McAfee showcases the perfect security company merger by bringing out a SIEM offering that better anticipates an increasingly hostile world

Rob Enderle, Contributor

October 12, 2011

3 Min Read

One of the big problems with security solutions in business is that they are largely ad-hoc. This means different layers are often added without much consideration for interoperability, and the end result is exploits that otherwise might have been caught are missed because they pass between the reporting gaps of the various systems. Security information and event management (SIEM) products are designed to close these gaps by connecting all of the products and showcasing trends so that an attack -- regardless of the attack vector -- can be more rapidly identified and mitigated.

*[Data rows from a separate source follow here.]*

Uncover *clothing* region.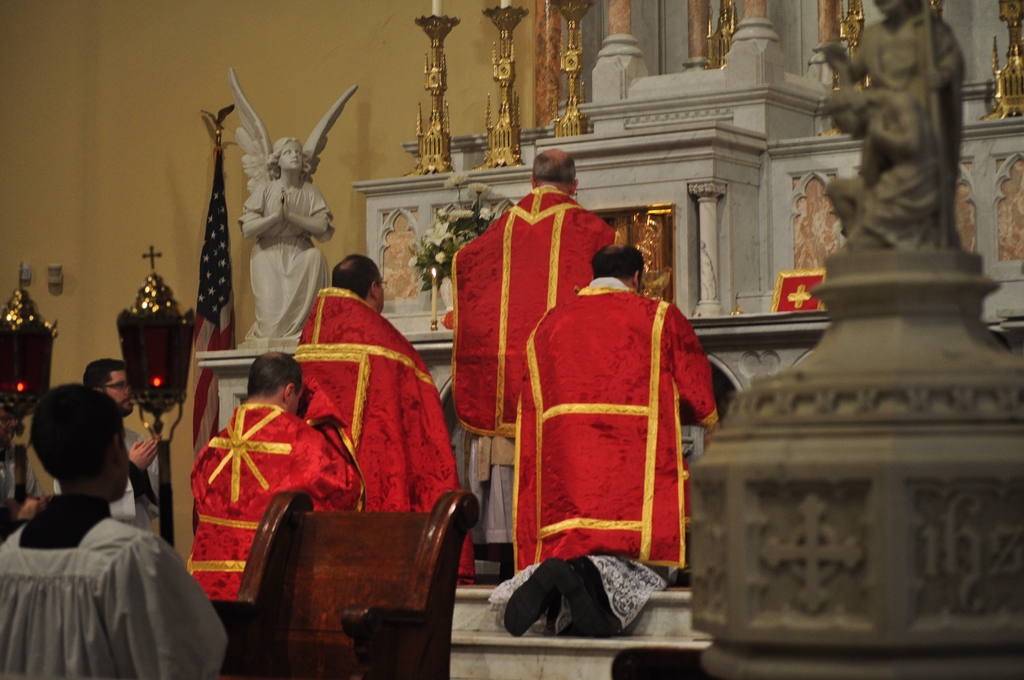
Uncovered: rect(190, 373, 364, 620).
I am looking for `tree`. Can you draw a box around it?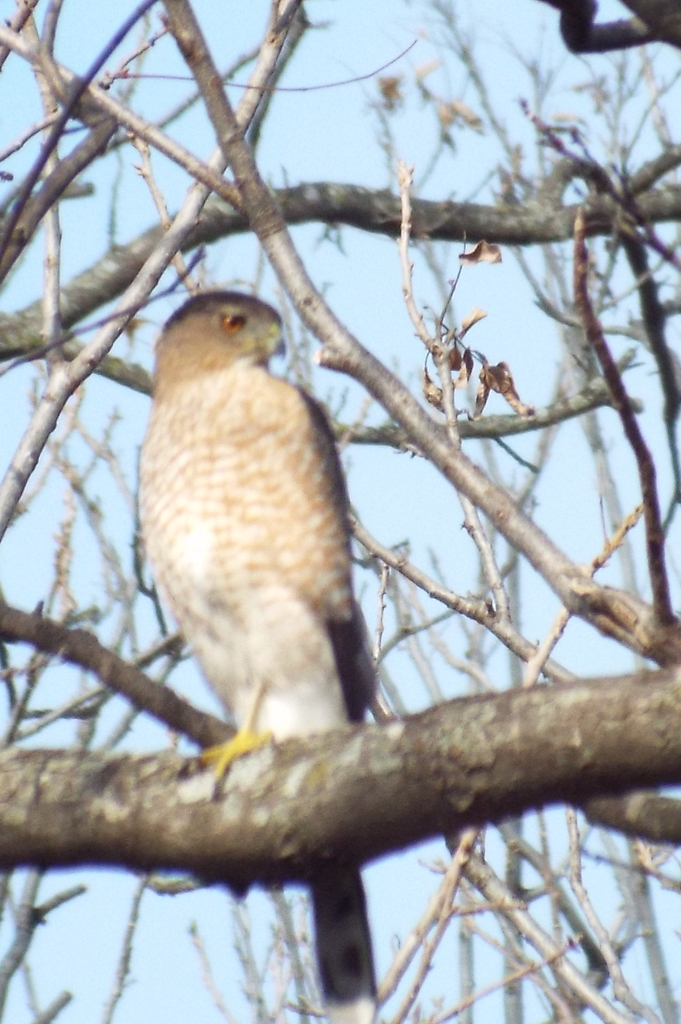
Sure, the bounding box is [x1=0, y1=40, x2=680, y2=989].
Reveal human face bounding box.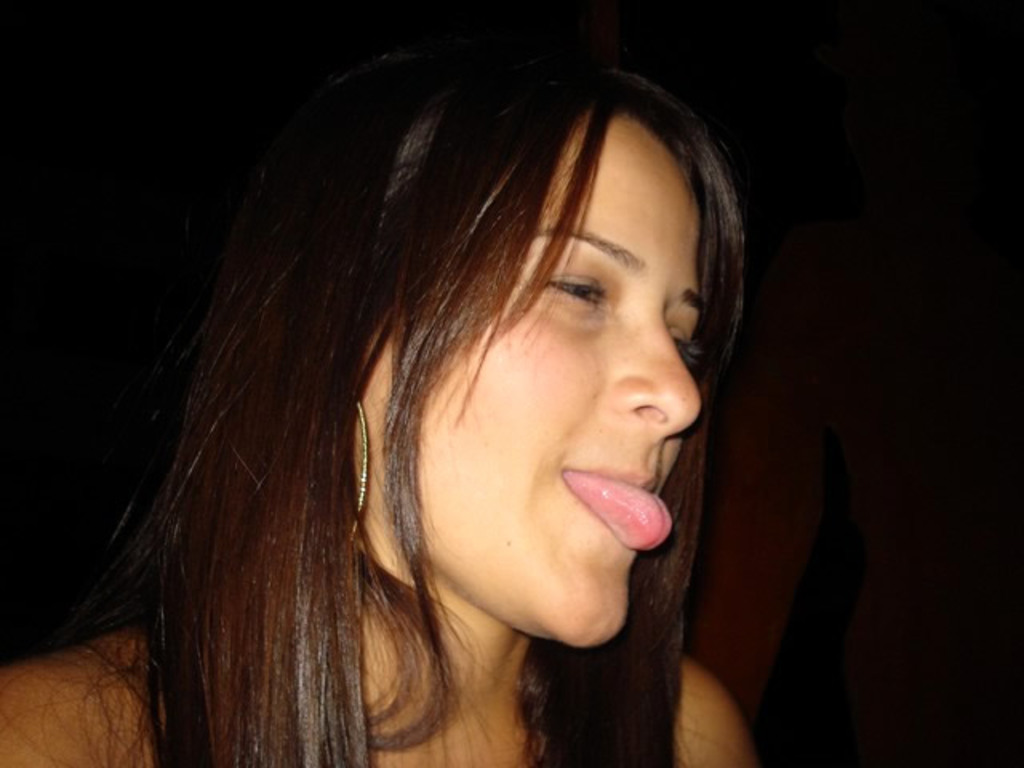
Revealed: x1=360 y1=115 x2=706 y2=646.
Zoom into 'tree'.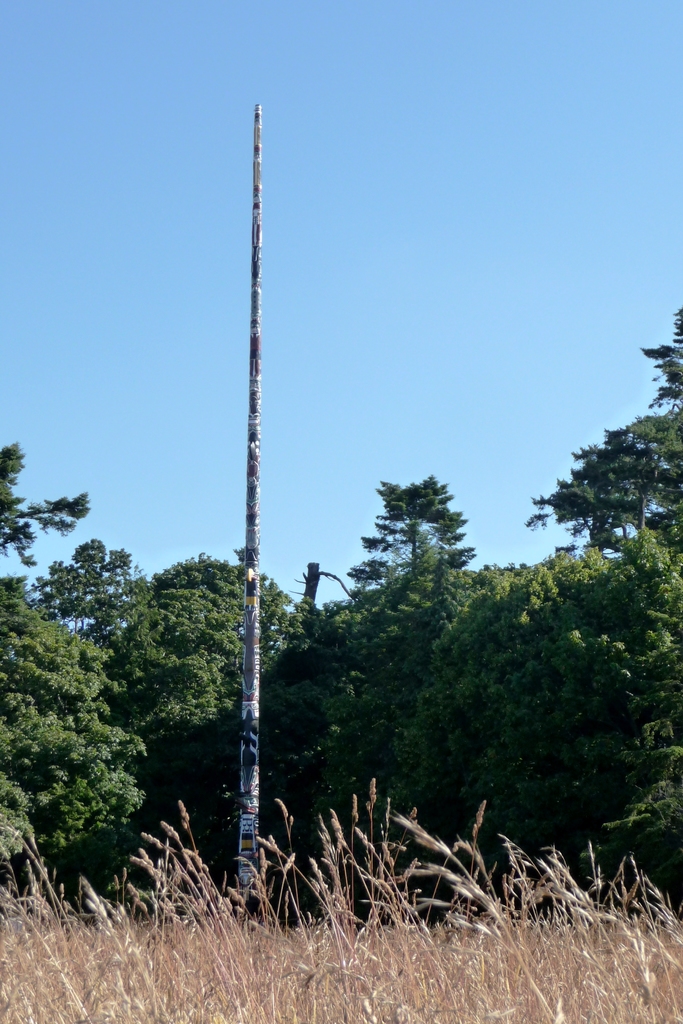
Zoom target: 304,517,682,899.
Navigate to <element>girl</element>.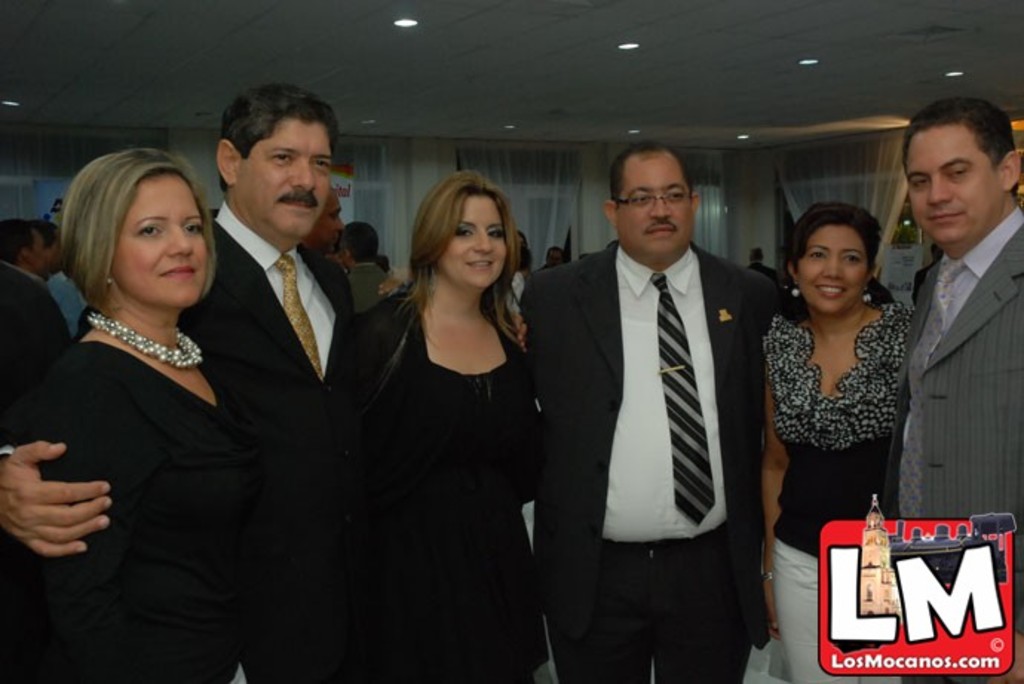
Navigation target: Rect(749, 175, 931, 604).
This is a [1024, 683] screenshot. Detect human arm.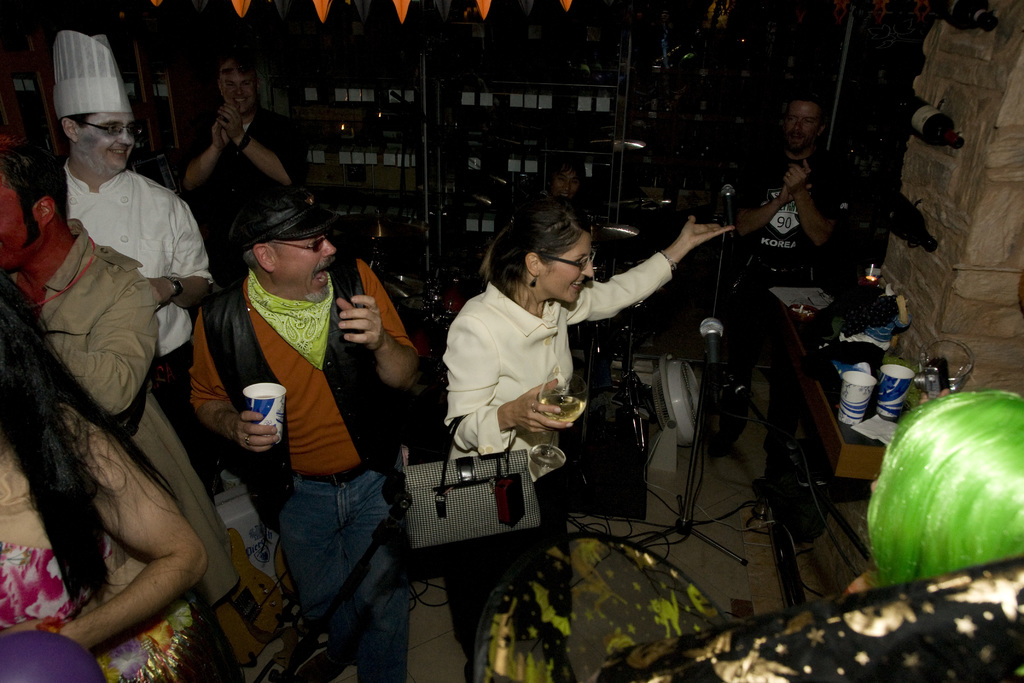
(left=141, top=194, right=211, bottom=322).
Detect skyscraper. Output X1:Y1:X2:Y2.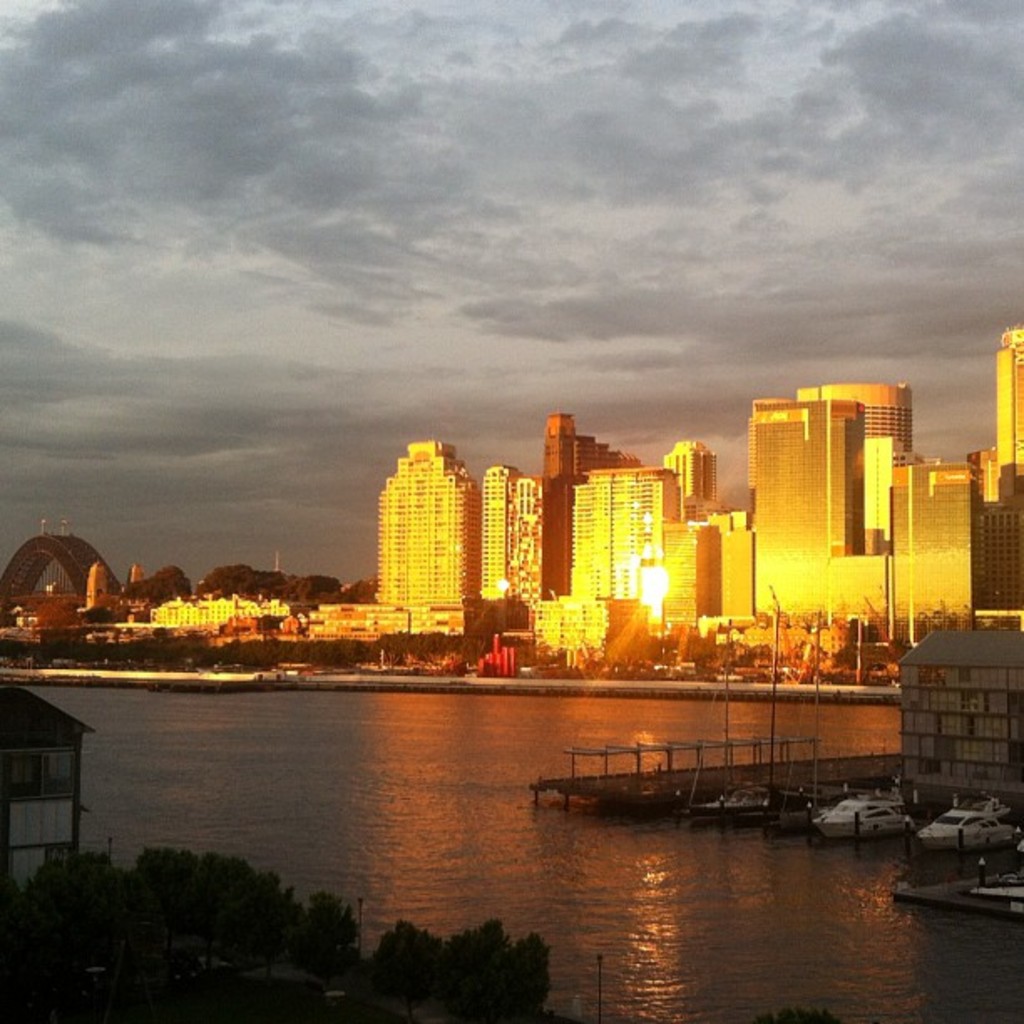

The advantage of having a vendor-independent SIEM solution is that it gives you a better choice of the parts. The disadvantage is that the independent vendor generally has trouble maintaining high integration with new features because they aren’t in the development loop for the products they are integrating with, and are always playing catch-up. In a slow-moving market, this is an acceptable trade-off; unfortunately, the security market is no longer slow-moving, which likely goes to the core of why McAfee bought Nitro Security.

According to IDC, the SIEM market alone is currently more than $1 billion total and growing at an aggressive 22 percent. This is likely because of the proliferation of point-security solutions that now need to be better integrated in order to be made effective. This is coupled with the massive increase in visible threats, which many of us believe are underreported, but have crossed industry and government sites and penetrated organizations that were thought secure enough. SIEM products have a strong value proposition: They create visibility across the IT infrastructure, limit risk, and provide analytics that can identify threats and help fund mitigation efforts. In short, they provide the missing situational awareness needed to address what has become a complex threat landscape, and help make better decisions with regard to how to best protect the business.

I think the key to why McAfee bought NitroSecurity is the need for speed. It already tied back into some of its other offerings, but these offerings were being changed at an increasing rate, and for the links back into NitroSecurity to function optimally, McAfee would need an integrated suite. The only way to get this result effectively while maintaining product development security was to buy NitroSecurity and use it to link its ePO, McAfee Risk Advisor, and GTI offerings.

This now will increasingly look like an end-to-end suite so that buyers aren’t left with timing integration gaps between McAfee's and NitroSecurity's products.

This was also one of the easiest types of integration mergers to do, one where the product was already partially integrated with the planned suite of offerings and where the integration issues are likely already known.

Most software acquisitions occur between products that were never intended to work together, and then fail because folks eventually find out it is generally better to start from scratch than to try to integrate products that were never designed to be integrated.

In this case, NitroSecurity’s SIEM offering was designed to be integrated with McAfee's products, making the integration comparatively easy and speeding time to market. The end result is a solution that is and will remain more agile and better able to respond to a world of increasing and ever more aggressive threats.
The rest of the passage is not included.